Abstract
The purpose of usability evaluations is typically to discover which areas of a system that perform satisfactory to the end-user and which areas that need redesigning or improving. However, such evaluations can be costly both in time and funds and when developers say that many of the results from the usability evaluations are issues already known to them, then why bother? This article discusses the result of three case studies in which the participants of a development process were asked to describe the usability problems of the system they had helped develop. These descriptions were then compared with the results of a usability evaluation involving end-users to uncover if software developers can describe which usability problems exist in their software. To some extent they can. However, they do not always agree on the problems, and the severity ratings were often different from the ones based on the experiences from the users. Furthermore, the developers' description of the problems was typically more abstract and less detailed than the descriptions from the usability evaluation.

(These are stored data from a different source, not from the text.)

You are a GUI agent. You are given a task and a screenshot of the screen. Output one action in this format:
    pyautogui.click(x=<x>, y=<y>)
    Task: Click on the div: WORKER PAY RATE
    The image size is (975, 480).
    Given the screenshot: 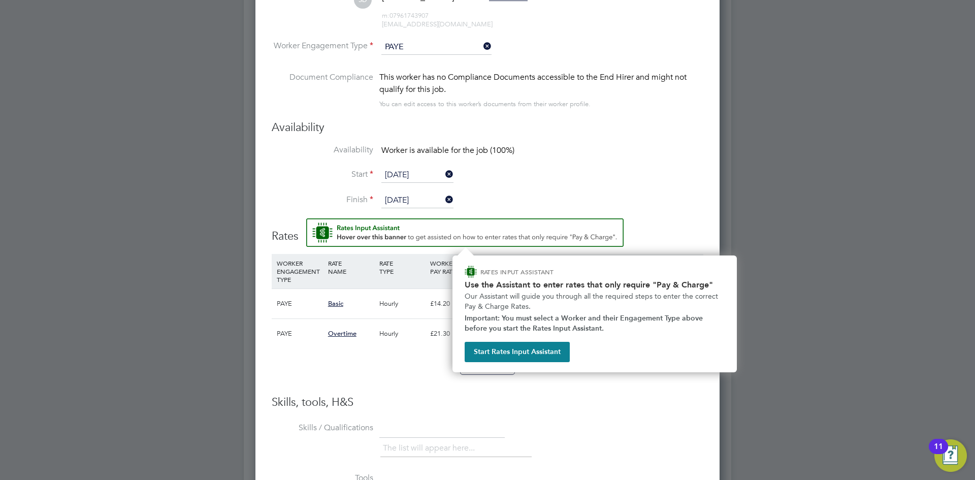 What is the action you would take?
    pyautogui.click(x=453, y=267)
    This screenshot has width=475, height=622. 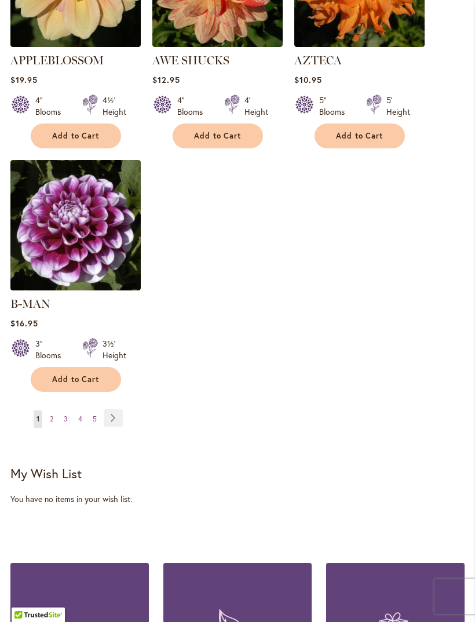 What do you see at coordinates (166, 79) in the screenshot?
I see `span: $12.95` at bounding box center [166, 79].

The tendency was that the most critical problems and the problems most often experienced were listed by the participants and thus the amount of problems known by the developers was a lot less than the amount of problems discovered by the usability evaluation.
Acknowledgements
The research behind this article was partly financed by the Danish Research Councils (grant number 2106-04-0022, the USE-project). to the authors thank the participating companies and the home healthcare workers of Aars kommune in Denmark, who agreed to participate in this experiment, and the elderly citizens, who so willingly opened their homes to us.